Project connecting digitally catalogued collections in UK museums receives three years’ funding worth £800,000

Objects from the catalogue: Left, Iron Age glass bead - Class 6 Oldbury Type; right, Dive Dynamics AH106 helmet - From the early days of commercial diving

A transformative service that aims to build a centralised catalogue of object records in museums across the UK has received funding as part of national investment in publicly accessible compute capacity. 

The Museum Data Service (MDS), a spin-out joint venture between the University of Leicester and its partners Art UK and Collections Trust, has received three years of funding from the UKRI Arts and Humanities Research Council (AHRC), part of UK Research and Innovation. This generous grant will enable MDS to continue to develop its groundbreaking digital infrastructure for the benefit of researchers across the world and museums across the UK.

MDS is a transformative new service that aims to connect and share all the object records across all UK museums, providing the raw material for anyone who wants to work with this extraordinary wealth of knowledge. It now has data for over six million objects drawn from over 150 accredited museums and will ultimately show over 100 million object records.

As part of a new compute roadmap launched by the Department of Science, Innovation and Technology and UK Research and Innovation (UKRI), over £59 million of new investments have been confirmed into many areas of critical digital research infrastructure, including career development for digital research and technical professionals.

The funding includes £2.2 million to support the continuation of the infrastructure for Digital Arts and Humanities (iDAH) for a further three years. Embracing work on compute, skills and research software, the iDAH programme includes a network of five interconnected data services, which are pioneering innovative approaches to curation and enhanced access to complex data and driving technological innovation in AI and associated technologies.

The three-year funding for the Museums Data Service is being made available through the AHRC’s iDAH funding programme, supporting the development of digital infrastructures for arts & humanities researchers. This is the second AHRC grant for MDS, which was launched in September 2024 following an initial investment from Bloomberg Philanthropies.

Professor Ross Parry, Director of the Institute for Digital Culture at the University of Leicester, said: “The University of Leicester is proud to be one of the founding partners of the Museum Data Service, and we are enormously grateful to the AHRC for its continuing support. We now look forward to working with all aspects of the AHRC’s research digital infrastructure development programme, in particular its new two-year investment into the N-RICH Prototype, and the on-going work of the network of five interconnected iDAH-funded data services of which MDS is part.”

Dr Catherine Eagleton, Chair, Museum Data Service, said: “We are so grateful to AHRC for this funding, supporting our bold and ambitious goal for the Museum Data Service to bring together catalogue data from all of the UK’s museums, large and small. Since its launch in September 2024, MDS has already doubled the number of records available to 6 million and this support means we can continue to develop and grow, working closely with the other parts of the AHRC’s digital research infrastructure to revolutionise access to and research with collections.”

Dr Allan Sudlow, Director of Partnerships and Engagement at the AHRC, said: “AHRC is pleased to continue to support MDS which is enabling online discoverability of museum collections of all sizes, across all parts of the UK, for access and research. I look forward to the close coordination with other AHRC-UKRI digital infrastructure investments, particularly the National Research Infrastructure for Cultural Heritage (N-RICH). Through these collaborations we want to maximise the impact of UK cultural and heritage collections for research, society and the economy.”

  • The funding for this on-going work of the Museum Data Service is at a cost of £800,765 (Full Economic Cost), with an Arts and Humanities Research Council contribution of £689,989.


__What you are asked to do__
The records that follow are to be repeated in full, with no pictures retained.

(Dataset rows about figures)
↓
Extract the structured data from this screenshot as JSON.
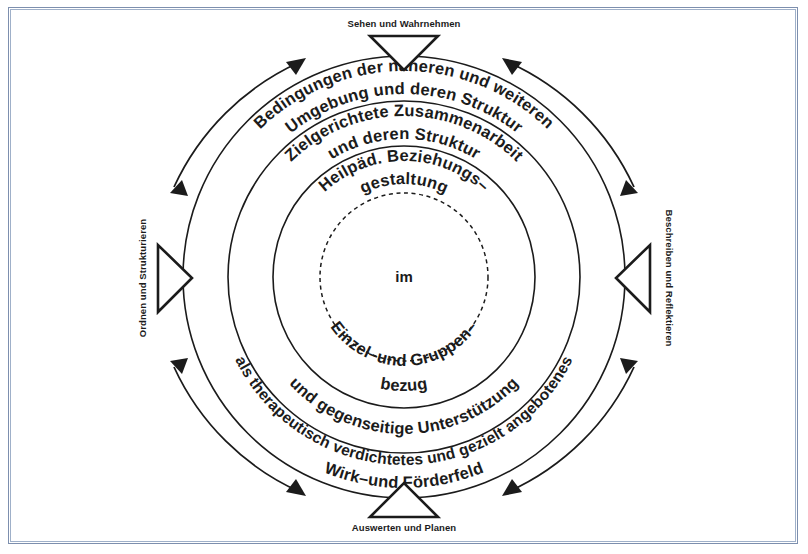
{
  "figure": {
    "background_color": "#ffffff",
    "ink_color": "#1b1b1b",
    "frame_color": "#7d8fae",
    "center_x": 404,
    "center_y": 277
  },
  "axis_labels": {
    "top": "Sehen und Wahrnehmen",
    "right": "Beschreiben und Reflektieren",
    "bottom": "Auswerten und Planen",
    "left": "Ordnen und Strukturieren"
  },
  "rings": [
    {
      "id": "ring-outer",
      "radius": 221,
      "style": "solid",
      "top_lines": [
        "Bedingungen der näheren und weiteren",
        "Umgebung und deren Struktur"
      ],
      "bottom_lines": [
        "als therapeutisch verdichtetes und gezielt angebotenes",
        "Wirk–und Förderfeld"
      ]
    },
    {
      "id": "ring-middle",
      "radius": 176,
      "style": "solid",
      "top_lines": [
        "Zielgerichtete Zusammenarbeit",
        "und deren Struktur"
      ],
      "bottom_lines": [
        "und gegenseitige Unterstützung"
      ]
    },
    {
      "id": "ring-inner",
      "radius": 131,
      "style": "solid",
      "top_lines": [
        "Heilpäd. Beziehungs–",
        "gestaltung"
      ],
      "bottom_lines": [
        "Einzel–und Gruppen–",
        "bezug"
      ]
    },
    {
      "id": "ring-core",
      "radius": 84,
      "style": "dashed",
      "top_lines": [],
      "bottom_lines": []
    }
  ],
  "center": {
    "label": "im"
  },
  "arrows": {
    "count": 4,
    "type": "double-headed-curved",
    "description": "Doppelpfeile zwischen den vier Achsenpunkten"
  }
}
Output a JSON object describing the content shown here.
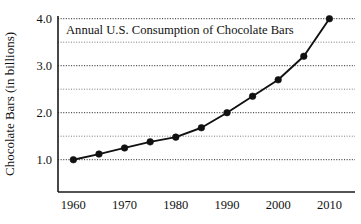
{
  "chart_data": {
    "type": "line",
    "title": "Annual U.S. Consumption of Chocolate Bars",
    "xlabel": "",
    "ylabel": "Chocolate Bars (in billions)",
    "x": [
      1960,
      1965,
      1970,
      1975,
      1980,
      1985,
      1990,
      1995,
      2000,
      2005,
      2010
    ],
    "values": [
      1.0,
      1.12,
      1.25,
      1.38,
      1.48,
      1.68,
      2.0,
      2.35,
      2.7,
      3.2,
      4.0
    ],
    "series": [
      {
        "name": "Chocolate Bars (in billions)",
        "values": [
          1.0,
          1.12,
          1.25,
          1.38,
          1.48,
          1.68,
          2.0,
          2.35,
          2.7,
          3.2,
          4.0
        ]
      }
    ],
    "xlim": [
      1957,
      2015
    ],
    "ylim": [
      0.5,
      4.0
    ],
    "x_tick_labels": [
      "1960",
      "1970",
      "1980",
      "1990",
      "2000",
      "2010"
    ],
    "x_tick_values": [
      1960,
      1970,
      1980,
      1990,
      2000,
      2010
    ],
    "y_tick_labels": [
      "1.0",
      "2.0",
      "3.0",
      "4.0"
    ],
    "y_tick_values": [
      1.0,
      2.0,
      3.0,
      4.0
    ],
    "y_gridline_values": [
      1.0,
      1.5,
      2.0,
      2.5,
      3.0,
      3.5,
      4.0
    ],
    "grid": "horizontal-dotted",
    "legend": "none",
    "marker": "filled-circle",
    "line_color": "#111111",
    "marker_color": "#111111",
    "grid_color": "#2b2b2b",
    "axis_color": "#1a1a1a",
    "background_color": "#ffffff"
  }
}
↑
__Task answer__
Extract the structured data from this screenshot as JSON.
{
  "figure": {
    "background_color": "#ffffff",
    "ink_color": "#1b1b1b",
    "frame_color": "#7d8fae",
    "center_x": 404,
    "center_y": 277
  },
  "axis_labels": {
    "top": "Sehen und Wahrnehmen",
    "right": "Beschreiben und Reflektieren",
    "bottom": "Auswerten und Planen",
    "left": "Ordnen und Strukturieren"
  },
  "rings": [
    {
      "id": "ring-outer",
      "radius": 221,
      "style": "solid",
      "top_lines": [
        "Bedingungen der näheren und weiteren",
        "Umgebung und deren Struktur"
      ],
      "bottom_lines": [
        "als therapeutisch verdichtetes und gezielt angebotenes",
        "Wirk–und Förderfeld"
      ]
    },
    {
      "id": "ring-middle",
      "radius": 176,
      "style": "solid",
      "top_lines": [
        "Zielgerichtete Zusammenarbeit",
        "und deren Struktur"
      ],
      "bottom_lines": [
        "und gegenseitige Unterstützung"
      ]
    },
    {
      "id": "ring-inner",
      "radius": 131,
      "style": "solid",
      "top_lines": [
        "Heilpäd. Beziehungs–",
        "gestaltung"
      ],
      "bottom_lines": [
        "Einzel–und Gruppen–",
        "bezug"
      ]
    },
    {
      "id": "ring-core",
      "radius": 84,
      "style": "dashed",
      "top_lines": [],
      "bottom_lines": []
    }
  ],
  "center": {
    "label": "im"
  },
  "arrows": {
    "count": 4,
    "type": "double-headed-curved",
    "description": "Doppelpfeile zwischen den vier Achsenpunkten"
  }
}
Output a JSON object describing the content shown here.
{
  "chart_data": {
    "type": "line",
    "title": "Annual U.S. Consumption of Chocolate Bars",
    "xlabel": "",
    "ylabel": "Chocolate Bars (in billions)",
    "x": [
      1960,
      1965,
      1970,
      1975,
      1980,
      1985,
      1990,
      1995,
      2000,
      2005,
      2010
    ],
    "values": [
      1.0,
      1.12,
      1.25,
      1.38,
      1.48,
      1.68,
      2.0,
      2.35,
      2.7,
      3.2,
      4.0
    ],
    "series": [
      {
        "name": "Chocolate Bars (in billions)",
        "values": [
          1.0,
          1.12,
          1.25,
          1.38,
          1.48,
          1.68,
          2.0,
          2.35,
          2.7,
          3.2,
          4.0
        ]
      }
    ],
    "xlim": [
      1957,
      2015
    ],
    "ylim": [
      0.5,
      4.0
    ],
    "x_tick_labels": [
      "1960",
      "1970",
      "1980",
      "1990",
      "2000",
      "2010"
    ],
    "x_tick_values": [
      1960,
      1970,
      1980,
      1990,
      2000,
      2010
    ],
    "y_tick_labels": [
      "1.0",
      "2.0",
      "3.0",
      "4.0"
    ],
    "y_tick_values": [
      1.0,
      2.0,
      3.0,
      4.0
    ],
    "y_gridline_values": [
      1.0,
      1.5,
      2.0,
      2.5,
      3.0,
      3.5,
      4.0
    ],
    "grid": "horizontal-dotted",
    "legend": "none",
    "marker": "filled-circle",
    "line_color": "#111111",
    "marker_color": "#111111",
    "grid_color": "#2b2b2b",
    "axis_color": "#1a1a1a",
    "background_color": "#ffffff"
  }
}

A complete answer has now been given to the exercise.